Honeycrisp apple, the dominant supermarket variety in much of North America, is itself a pollination story: a 1960s Minnesota cross whose paternal parent is a Red Delicious-derived seedling and whose maternal parent (long misidentified as a Macoun seedling) is now known to be Keepsake. Without a pollinator carrying Keepsake's pollen to the right flower, no Honeycrisp.

Pollinator decline

Wild pollinators are in measurable decline across most of Europe and North America. Drivers include habitat loss (especially of unsprayed flowering field margins), neonicotinoid pesticides that impair bee navigation and reproduction at sublethal doses, parasitic mites and viruses (notably Varroa destructor in honeybees), and climate-driven mismatches between flowering times and pollinator emergence. Crop-yield drops in pollinator-limited fields are now documented for blueberry, cherry, apple and some squash, with shortfalls of 5–30% depending on region and crop.

Common misconceptions and pitfalls

  • "Pollination = fertilization." No. Pollination delivers the male gametophyte to the stigma; fertilization happens days later when the pollen tube reaches the ovule and releases sperm.
  • "All bees are honeybees." Honeybees (Apis mellifera) are one species in a global fauna of about 20 000 bee species, most of them solitary. For many crops, native solitary bees are more efficient pollinators than honeybees.
  • "Wind pollination is primitive." It is derived. Many lineages — grasses, oaks, willows — secondarily reverted from animal to wind pollination after their ancestors were animal-pollinated.
  • "Self-pollination is bad." Self-pollination guarantees seed set when pollinators or mates are absent. Many highly successful crops (peanuts, peas, wheat) self-pollinate.
  • "Brightly coloured flowers attract everyone." Bees cannot see most reds; hummingbirds find blue uninteresting; bats are night-foragers and find pale flowers more readable. Different palettes target different pollinators.

Frequently asked questions

What is pollination?

Pollination is the transfer of pollen — the male gametophyte — from a flower's anther to a stigma of the same species. Once on the stigma, the pollen germinates a tube down the style and delivers sperm to the ovule.

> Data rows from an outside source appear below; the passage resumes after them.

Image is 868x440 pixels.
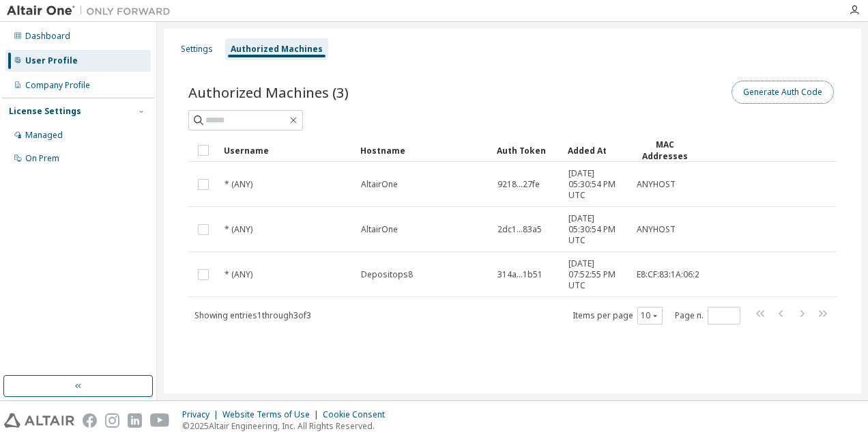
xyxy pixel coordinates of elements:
[182,409,223,420] div: Privacy
[225,179,253,190] span: * (ANY)
[732,80,834,104] button: Generate Auth Code
[637,269,705,280] span: E8:CF:83:1A:06:2C
[7,4,178,18] img: Altair One
[25,55,78,66] div: User Profile
[127,413,142,427] img: linkedin.svg
[25,80,90,91] div: Company Profile
[25,130,63,141] div: Managed
[361,269,413,280] span: Depositops8
[225,224,253,235] span: * (ANY)
[323,409,393,420] div: Cookie Consent
[4,413,74,427] img: altair_logo.svg
[189,83,349,102] span: Authorized Machines (3)
[569,168,625,200] span: [DATE] 05:30:54 PM UTC
[225,269,253,280] span: * (ANY)
[25,153,60,164] div: On Prem
[637,224,676,235] span: ANYHOST
[360,139,486,161] div: Hostname
[573,307,663,324] span: Items per page
[497,139,557,161] div: Auth Token
[497,224,542,235] span: 2dc1...83a5
[182,420,393,432] p: © 2025 Altair Engineering, Inc. All Rights Reserved.
[361,179,398,190] span: AltairOne
[497,179,540,190] span: 9218...27fe
[181,43,213,55] div: Settings
[223,409,323,420] div: Website Terms of Use
[361,224,398,235] span: AltairOne
[195,310,311,321] span: Showing entries 1 through 3 of 3
[569,213,625,246] span: [DATE] 05:30:54 PM UTC
[150,413,170,427] img: youtube.svg
[105,413,119,427] img: instagram.svg
[636,139,693,162] div: MAC Addresses
[568,139,626,161] div: Added At
[675,307,741,324] span: Page n.
[83,413,97,427] img: facebook.svg
[224,139,349,161] div: Username
[497,269,543,280] span: 314a...1b51
[25,31,70,42] div: Dashboard
[569,258,625,291] span: [DATE] 07:52:55 PM UTC
[637,179,676,190] span: ANYHOST
[231,43,323,55] div: Authorized Machines
[9,106,81,116] div: License Settings
[641,310,659,321] button: 10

Pollination precedes fertilization; they are not the same step.

What proportion of crops depend on pollinators?

Roughly 75% of leading global food crops benefit at least partially from animal pollination, and about 35% of the volume of food we eat depends on it. Heavily pollinator-dependent crops include almonds, apples, blueberries, melons, cocoa and most squashes.

How does wind pollination work?

Anemophilous (wind-pollinated) plants release vast amounts of small, dry, smooth pollen into moving air. Stigmas are large, feathery and exposed, working as filters that comb pollen out of the airstream. Grasses, oaks, birches and most temperate trees are wind-pollinated.

What is a pollination syndrome?

A suite of flower traits — colour, scent, shape, nectar composition, time of opening — that cluster together according to the dominant pollinator. Bee flowers are blue or yellow with UV nectar guides; bird flowers are red, scentless and tubular; bat flowers are pale, musky and open at night.

What is buzz pollination?

Tomatoes, blueberries and roughly 8% of all flowering plants store pollen inside tube-shaped poricidal anthers that release pollen only when vibrated at species-specific frequencies — typically 200-400 Hz. Bumblebees, but not honeybees, can produce that vibration by detaching their flight muscles and shaking the anther.

Are pollinators in decline?

Many wild pollinators — solitary bees, bumblebees, hoverflies, butterflies, moths — are declining across Europe and North America under combined pressures of habitat loss, pesticides (especially neonicotinoids), pathogens and climate change. The decline directly reduces yield in pollinator-dependent crops; almond growers in California now truck in roughly two thirds of all U.S. managed honeybee colonies every February.